As it turned out, Ice House was not

entirely benign. The oak sawdust was not as absorptive as the pine sawdust that I had experimented with. The ice melted faster than the sawdust could absorb the water. Black pools of water

resembling oil leaking under a car be-

gan to creep across the floor, enhanc-

ing the feeling that an organic transfor- mation was taking place. The sawdust that had become moist sprouted thin, hair-like grass. In their struggle for life, the plants seemed to be pleading for more light and less acid. The mound itself gradually shrunk and shriveled, but by the end of the month there were still six or seven blocks in the bottom of the pile.

Several weeks after the piece had been removed, Cathy Prescott, who

teaches at Messiah College, wrote me a letter to relay some of the responses that her students had to the work. 'Two of my favorite discussions were about time and change," she wrote. "They [the students] thought that it was won- derful that something significant hap- pened so slowly. They said they are used to so much instant gratification and

'getting' things right away. And also, they said that the expectation of radical

change is so high." Some students crit- icized the piece, saying that if the work was about change, then the change should have been more easily discern- ible. But according to Cathy, they kept returning day after day, looking for

changes, and began to enjoy noting the subtle evolution that was discernible only with careful observation. One man, an industrial designer who had heard about the piece, visited it every two days for the whole period.

In reflecting on how the piece turned out, I return to the rather romantic

images that I have of my father har-

vesting and using ice. Those images provided a basis for something that, in

actuality, did not return me to my child- hood at all. The ingredients were there, and they certainly struck a nostalgic

note with other people. But what I got was something with its own personality and a mind of its own.

But my romantic images did provide a base for further investigations of my interest in time systems, how time sys- tems interact, and how they go in and out of phase with each other. Some systems mesh nicely, like the movement of the earth around the sun or the

relationship of the earth's movement to the movement of the moon. Other sys- tems, particularly systems involving people, can sometimes get out of bal- ance. I have had the experience of sit- ting on a bus and feeling the tension in the air as bus riders with places to go and

things to do watched and waited for a very old person to slowly climb aboard.
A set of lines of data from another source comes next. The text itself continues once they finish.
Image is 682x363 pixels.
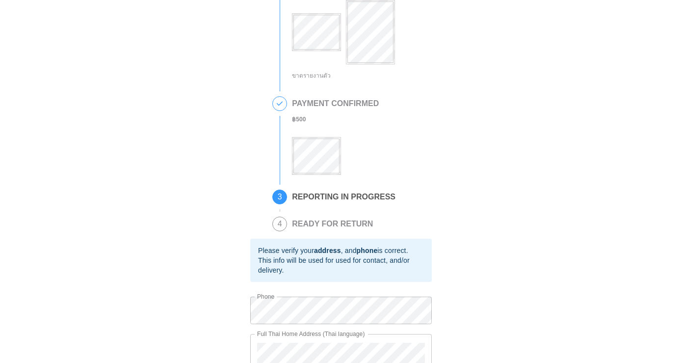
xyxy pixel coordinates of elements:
[357,246,378,254] b: phone
[292,192,395,201] h2: REPORTING IN PROGRESS
[292,70,404,81] div: ขาดรายงานตัว
[273,190,287,204] span: 3
[292,99,379,108] h2: PAYMENT CONFIRMED
[273,217,287,231] span: 4
[273,97,287,110] span: 2
[292,219,373,228] h2: READY FOR RETURN
[314,246,341,254] b: address
[258,245,424,255] div: Please verify your , and is correct.
[258,255,424,275] div: This info will be used for used for contact, and/or delivery.
[292,116,306,123] b: ฿ 500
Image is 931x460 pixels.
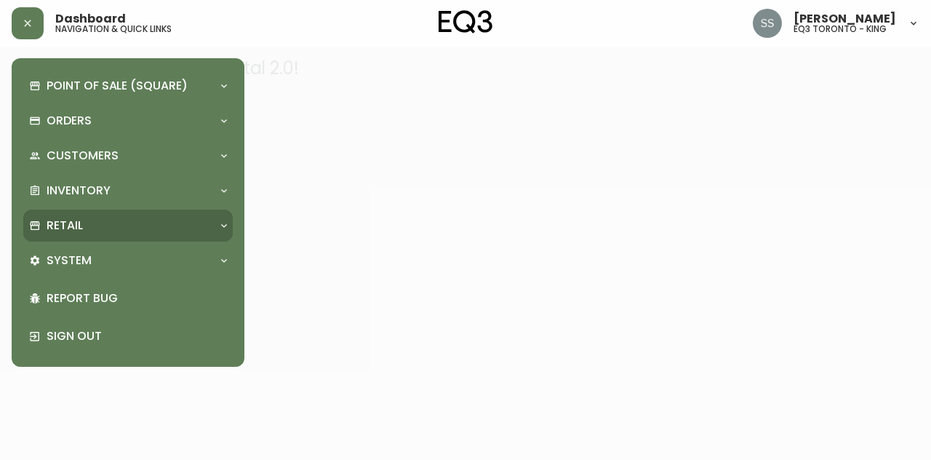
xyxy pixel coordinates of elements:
div: Retail [23,210,233,242]
div: Inventory [23,175,233,207]
p: Point of Sale (Square) [47,78,188,94]
img: logo [439,10,493,33]
span: Dashboard [55,13,126,25]
p: Customers [47,148,119,164]
p: System [47,252,92,269]
div: System [23,244,233,277]
span: [PERSON_NAME] [794,13,896,25]
p: Orders [47,113,92,129]
div: Orders [23,105,233,137]
div: Report Bug [23,279,233,317]
p: Sign Out [47,328,227,344]
div: Sign Out [23,317,233,355]
h5: navigation & quick links [55,25,172,33]
div: Customers [23,140,233,172]
h5: eq3 toronto - king [794,25,887,33]
p: Retail [47,218,83,234]
img: f1b6f2cda6f3b51f95337c5892ce6799 [753,9,782,38]
p: Report Bug [47,290,227,306]
p: Inventory [47,183,111,199]
div: Point of Sale (Square) [23,70,233,102]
If I had stayed and watched Ice House evolve, I think that I might have felt a similar tension, watching the black oily pool slowly spread across the gallery floor. Obviously, the sawdust was out of

phase with the melting ice. I had

planned for the system to be in balance and what I got was dissonance. I like the feeling of being in control and being able to predict, but I find it more inter-

esting when the pieces that I create assume personalities of their own.